V. Due Process Rights

Students charged with violations of academic honesty have the right of appeal and are assured of due process through the Academic Honesty Appeal process.

Academic Honesty Appeal Process

I. Due Process Rights: Students charged with violations of academic honesty have the right of appeal and are assured of due process through the Academic Honesty Appeal process.

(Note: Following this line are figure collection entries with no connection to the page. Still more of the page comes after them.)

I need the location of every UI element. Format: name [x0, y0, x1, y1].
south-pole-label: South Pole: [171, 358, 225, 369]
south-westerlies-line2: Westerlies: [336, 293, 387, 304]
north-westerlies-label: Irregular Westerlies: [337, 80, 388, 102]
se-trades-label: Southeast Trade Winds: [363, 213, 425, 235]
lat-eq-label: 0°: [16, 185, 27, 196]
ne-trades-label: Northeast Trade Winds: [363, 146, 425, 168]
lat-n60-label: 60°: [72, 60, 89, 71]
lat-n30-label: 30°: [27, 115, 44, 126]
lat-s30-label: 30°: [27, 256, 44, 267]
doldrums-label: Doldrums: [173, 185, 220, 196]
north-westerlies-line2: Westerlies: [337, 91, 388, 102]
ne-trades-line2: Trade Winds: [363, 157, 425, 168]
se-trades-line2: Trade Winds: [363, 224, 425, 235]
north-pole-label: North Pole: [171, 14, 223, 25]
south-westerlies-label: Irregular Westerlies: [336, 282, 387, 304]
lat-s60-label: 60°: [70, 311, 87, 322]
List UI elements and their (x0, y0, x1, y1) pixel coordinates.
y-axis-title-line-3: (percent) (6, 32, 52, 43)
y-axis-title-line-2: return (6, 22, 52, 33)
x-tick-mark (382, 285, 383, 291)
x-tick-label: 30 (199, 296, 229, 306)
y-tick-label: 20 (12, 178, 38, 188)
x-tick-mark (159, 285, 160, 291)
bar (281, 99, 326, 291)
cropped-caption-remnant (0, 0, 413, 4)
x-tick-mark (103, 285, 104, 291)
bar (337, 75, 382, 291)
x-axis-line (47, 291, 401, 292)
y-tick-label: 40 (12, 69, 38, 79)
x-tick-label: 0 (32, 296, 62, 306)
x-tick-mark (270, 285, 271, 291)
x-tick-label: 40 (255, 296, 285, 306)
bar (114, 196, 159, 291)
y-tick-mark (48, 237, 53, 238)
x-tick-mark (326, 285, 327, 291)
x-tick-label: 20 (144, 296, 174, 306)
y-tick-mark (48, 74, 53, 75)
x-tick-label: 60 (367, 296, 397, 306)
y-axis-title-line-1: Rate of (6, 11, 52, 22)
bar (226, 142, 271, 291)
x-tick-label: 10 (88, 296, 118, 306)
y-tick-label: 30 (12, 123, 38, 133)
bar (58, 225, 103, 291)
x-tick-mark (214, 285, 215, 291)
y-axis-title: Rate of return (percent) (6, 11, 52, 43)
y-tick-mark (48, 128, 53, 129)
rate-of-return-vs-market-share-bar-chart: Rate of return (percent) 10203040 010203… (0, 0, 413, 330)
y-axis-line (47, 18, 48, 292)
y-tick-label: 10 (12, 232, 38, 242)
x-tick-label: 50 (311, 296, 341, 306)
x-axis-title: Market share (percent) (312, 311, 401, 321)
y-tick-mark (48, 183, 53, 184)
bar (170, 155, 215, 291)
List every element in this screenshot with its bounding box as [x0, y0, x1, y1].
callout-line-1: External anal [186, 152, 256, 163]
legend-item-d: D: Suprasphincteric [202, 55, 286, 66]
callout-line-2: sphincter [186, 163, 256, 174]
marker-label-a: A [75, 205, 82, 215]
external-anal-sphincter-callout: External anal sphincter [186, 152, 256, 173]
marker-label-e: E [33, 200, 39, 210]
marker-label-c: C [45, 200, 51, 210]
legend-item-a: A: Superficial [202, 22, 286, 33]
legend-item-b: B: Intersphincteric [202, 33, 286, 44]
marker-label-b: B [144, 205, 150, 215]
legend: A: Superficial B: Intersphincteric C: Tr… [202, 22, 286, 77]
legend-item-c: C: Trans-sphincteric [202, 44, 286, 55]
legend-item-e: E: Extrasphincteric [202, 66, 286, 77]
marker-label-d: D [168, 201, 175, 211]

  • If an instructor has recommended course or program dismissal, the student may continue in coursework (provi ding there are no threatening or security behavioral issues) until appeal processes are concluded. However, if an issue has been documented at a partnership location (e.g., clinical sites, secondary institutions, correctional or military facilities), then the student is no longer eligible to continue participation in internships, apprenticeships, and/or clinical-based practice. For clinical sites, this sanction is immediate.

II. Process

If the student disagrees with the charge of a violation of academic honesty, the student has the right to due process as described in the Academic Honesty Appeal process below:

  • If the matter is not resolved upon communicating with the instructor about the violation, the student shall, within five business days of the issuance of the written notice of violation, submit a completed Academic Honesty Appeal Form and supporting documentation to the appropriate department chairperson to initiate an Academic Honesty Appeal.
  • Within two business days of receiving the student's completed Academic Honesty Appeal Form, the Department Chair and VPAA will review and the VPAA will render a decision.
  • Within two business days, a response will be sent to the student's HutchCC email address. The VPAA's decision is final.

INCOMPLETE GRADE:

Instructors may give a student a grade of Incomplete (I) under the following conditions:

  1. The student must initiate the request prior to the time final course grades are submitted to Records.
  2. The request must be made because of an emergency, illness or otherwise unavoidable life-event.
  3. The instructor must agree to the request before a grade of Incomplete can be submitted.
  4. A written contract between the instructor and student, signed by both, will document the work required and date needed to complete course work.
  5. If a student does not complete the course requirements within the time frame established by the instructor, a grade of "F" will be recorded on the student's transcript at the end of the next semester.

HLC ACCREDITATION:

Hutchinson Community College is accredited by the Higher Learning Commission (HLC). The Higher Learning Commission is one of six regional institutional accreditors recognized by the US Department of Education and the Council on Higher Education Accreditation (CHEA).